Happy Friday!
This week, we celebrate a major community milestone: Legal.io has officially crossed 150,000 members, cementing its place as one of the largest legal professional communities.
But the number is just the headline. Behind it is a community that has fundamentally changed how legal professionals find their next opportunity and how legal teams find the talent they need.
The flexibility, the transparency, the speed: none of it works without the people who built it alongside us.
To every member, every partner, and every team who's been part of this journey: thank you.
You didn't just join a community. You built one.
— Pieter Gunst
CEO & Co-Founder, Legal.io
📊 Data-driven legal
$2T
Gibson Dunn and Davis Polk land lead roles on SpaceX's IPO, which could become the largest in history.
$80M
As of last month, a Kirkland & Ellis lawyer holds the highest guaranteed pay package ever publicly reported for a lateral hire in the global legal profession.
3.2 quadrillion
The number of AI tokens Google processes per month according to Google’s CEO, Sundar Pichai.
Industry snapshot
OpenAI cleared of breach of charitable trust in Musk-Altman jury verdict
A federal jury in Oakland needed just two hours to find Musk's claims fell outside the three-year statute of limitations, also clearing Microsoft. Musk has vowed to appeal to the 9th Circuit.
Georgia joins growing list of states regulating AI companion chatbots
The law targets AI systems that retain session memory, ask emotion-based questions, and sustain ongoing personal relationships. Companies face mandatory AI disclosures, crisis-resource referrals, and protection requirements.
Harvey rolls out Contract Intelligence for in-house teams
Co-designed with customers, the product brings CLM-style intake, triage, fallback positions, and portfolio-wide visibility into Harvey. Waitlist now, GA in Q3.
UC Berkeley Law tightens its AI policy
Faculty introduce a stricter AI use rule for students, betting that future lawyers should learn to think like one before being "abandoned to merely prompting like lawyers.”
DIY lawsuits aided by AI are clogging US courts
Self-represented litigants armed with ChatGPT are pushing motions all the way to the Supreme Court, where a December order from Justice Sotomayor indirectly validated the AI-aided approach.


● **Your instructions**
Return each line of the records holding the string "bounding".

::: Data provided :::

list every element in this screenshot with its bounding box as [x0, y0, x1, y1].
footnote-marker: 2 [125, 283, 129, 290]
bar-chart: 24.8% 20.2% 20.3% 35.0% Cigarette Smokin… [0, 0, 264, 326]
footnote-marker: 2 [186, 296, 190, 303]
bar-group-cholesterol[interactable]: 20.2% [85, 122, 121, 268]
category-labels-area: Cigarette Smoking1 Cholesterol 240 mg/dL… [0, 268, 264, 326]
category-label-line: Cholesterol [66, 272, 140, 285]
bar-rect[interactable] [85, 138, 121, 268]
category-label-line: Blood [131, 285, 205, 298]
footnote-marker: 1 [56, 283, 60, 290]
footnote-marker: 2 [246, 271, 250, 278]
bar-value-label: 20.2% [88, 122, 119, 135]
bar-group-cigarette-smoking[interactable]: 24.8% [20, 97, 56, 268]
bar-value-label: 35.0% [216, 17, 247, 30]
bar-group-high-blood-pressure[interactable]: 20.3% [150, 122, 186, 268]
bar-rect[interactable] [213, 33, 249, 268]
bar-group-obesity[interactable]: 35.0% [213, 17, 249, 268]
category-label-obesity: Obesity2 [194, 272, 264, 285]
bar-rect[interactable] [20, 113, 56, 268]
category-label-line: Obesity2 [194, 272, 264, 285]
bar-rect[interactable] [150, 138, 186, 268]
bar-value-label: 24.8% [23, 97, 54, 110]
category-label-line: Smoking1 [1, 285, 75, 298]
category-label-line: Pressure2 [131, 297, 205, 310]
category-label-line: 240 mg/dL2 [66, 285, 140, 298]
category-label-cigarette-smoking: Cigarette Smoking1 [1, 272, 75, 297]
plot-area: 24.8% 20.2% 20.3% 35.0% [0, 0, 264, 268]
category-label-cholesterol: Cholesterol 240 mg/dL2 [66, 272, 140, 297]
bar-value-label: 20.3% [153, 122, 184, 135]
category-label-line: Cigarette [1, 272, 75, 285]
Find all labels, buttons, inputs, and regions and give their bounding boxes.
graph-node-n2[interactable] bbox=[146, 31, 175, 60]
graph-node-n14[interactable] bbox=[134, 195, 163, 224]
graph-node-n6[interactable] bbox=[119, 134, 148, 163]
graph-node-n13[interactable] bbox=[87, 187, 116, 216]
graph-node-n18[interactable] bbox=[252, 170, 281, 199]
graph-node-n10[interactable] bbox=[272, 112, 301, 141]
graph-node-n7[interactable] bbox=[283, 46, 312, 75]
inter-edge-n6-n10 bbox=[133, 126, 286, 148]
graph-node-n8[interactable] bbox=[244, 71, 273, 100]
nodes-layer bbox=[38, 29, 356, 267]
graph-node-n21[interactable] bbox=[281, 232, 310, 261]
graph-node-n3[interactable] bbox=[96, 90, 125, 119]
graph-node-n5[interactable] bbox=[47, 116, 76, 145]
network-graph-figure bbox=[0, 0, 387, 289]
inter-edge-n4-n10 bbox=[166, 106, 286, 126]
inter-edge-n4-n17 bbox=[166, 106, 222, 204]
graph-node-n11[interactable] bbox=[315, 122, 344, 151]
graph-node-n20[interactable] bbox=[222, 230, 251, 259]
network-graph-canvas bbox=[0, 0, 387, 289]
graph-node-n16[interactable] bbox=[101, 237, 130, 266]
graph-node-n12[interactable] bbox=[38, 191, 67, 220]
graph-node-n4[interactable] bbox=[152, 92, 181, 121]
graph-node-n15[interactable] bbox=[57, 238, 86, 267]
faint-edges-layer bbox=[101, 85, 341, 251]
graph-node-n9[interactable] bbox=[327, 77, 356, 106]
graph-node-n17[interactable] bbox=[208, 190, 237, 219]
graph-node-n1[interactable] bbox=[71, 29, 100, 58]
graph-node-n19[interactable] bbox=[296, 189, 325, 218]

:::
::: Data provided :::

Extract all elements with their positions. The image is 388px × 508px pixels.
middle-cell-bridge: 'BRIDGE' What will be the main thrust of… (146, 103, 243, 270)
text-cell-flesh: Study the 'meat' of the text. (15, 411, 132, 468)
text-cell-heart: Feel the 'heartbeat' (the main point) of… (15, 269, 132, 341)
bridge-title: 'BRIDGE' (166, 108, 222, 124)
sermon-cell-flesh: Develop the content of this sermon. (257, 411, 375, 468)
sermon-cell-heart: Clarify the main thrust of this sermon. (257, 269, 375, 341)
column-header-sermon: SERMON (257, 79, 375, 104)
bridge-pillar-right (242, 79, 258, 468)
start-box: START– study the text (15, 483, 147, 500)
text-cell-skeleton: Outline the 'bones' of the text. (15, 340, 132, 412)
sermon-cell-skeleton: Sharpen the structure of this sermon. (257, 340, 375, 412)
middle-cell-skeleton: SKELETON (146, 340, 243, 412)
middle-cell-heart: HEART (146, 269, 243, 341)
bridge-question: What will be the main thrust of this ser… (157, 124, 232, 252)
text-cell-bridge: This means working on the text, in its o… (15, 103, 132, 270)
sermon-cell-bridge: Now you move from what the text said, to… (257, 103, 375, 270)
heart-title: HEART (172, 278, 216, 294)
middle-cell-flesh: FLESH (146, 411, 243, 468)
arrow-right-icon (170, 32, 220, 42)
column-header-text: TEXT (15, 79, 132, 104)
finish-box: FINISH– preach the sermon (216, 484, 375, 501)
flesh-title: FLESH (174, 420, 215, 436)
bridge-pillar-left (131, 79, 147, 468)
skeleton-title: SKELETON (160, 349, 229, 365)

:::

● **Output for this exercise**
list every element in this screenshot with its bounding box as [x0, y0, x1, y1].
Find all labels, buttons, inputs, and regions and give their bounding boxes.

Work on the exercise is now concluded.